Music News & Reviews

The Wood Brothers sound just fine when sounding like themselves

The Wood Brothers are Jano Rix, Oliver Wood and Chris Wood.
The Wood Brothers are Jano Rix, Oliver Wood and Chris Wood.

There are times in a band’s music history where stylistic change in mandated — coerced, even — to stress artistic growth and maturity. Conversely, occasions also present themselves for an ensemble to stay put and embrace the sound it knows best for commercial considerations. After all, nothing sells like the familiar.

But in the case of “One Drop of Truth,” both practices apply. The 10th album (including live records and a covers EP) by The Wood Brothers, it assimilates everything the trio does best. The spacious-sounding, roots-driven tunes are sung with modest but revivalistic vigor by guitarist Oliver Wood, propelled into a richly organic groove orbit by sibling bassist Chris Wood and richly augmented by percussive and keyboard color from Jano Rix (who made the duo a trio in 2012).

Does the new record strive for new stylistic terrain? Not really. Does it sound mired in a static rewind of past recordings? Not in the least. In short, “One Drop of Truth” is the sound of a band taking stock of itself, appraising strengths before reinforcing them.

Take the album’s title tune. It opens with a partly cloudy variation of back porch harmonizing that is rootsy in design but a touch ominous in delivery. Oliver Wood leads not only the casually sanctified tone of the singing, but applies guitar work that begins with a brittle acoustic foundation before opening to let in shimmers of an electric blues grind to accent the music’s rustic flavor.

The same goes for “Laughin’ or Crying,” where a reserved and deliciously stark guitar strut is cracked open with percussive rolls and modest keyboard orchestration by Rix that triggers a slowpoke rhythm with a carnival air. That leads into a chorus where the opposing expressions stressed in the title seem to be working off each other simultaneously.

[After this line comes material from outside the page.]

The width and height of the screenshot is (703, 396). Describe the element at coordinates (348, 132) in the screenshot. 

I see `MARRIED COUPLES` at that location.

The avenues traveled on these songs, aren’t new. They simply refine the cross generational roots styles that have long made The Wood Brothers so appealing. But the clarity of the trio’s collective voice, as well as the drive to underscore its independence, appears quite intentional. “One Drop of Truth” relies neither on an all-star guest list (as did 2015’s “Paradise”) or a celebrated producer (as did 2013’s “The Muse”). The album’s 10 tunes were penned, produced and performed by the trio alone.

Perhaps that explains how concisely the current state of The Wood Brothers is summarized during “This Is It,” a meditation as cautionary and it is content (“This is me and only me and all the dreams that set me free”). Given the organic openness of the music and the message, the tune tells us The Wood Brothers sound just fine when sounding like themselves.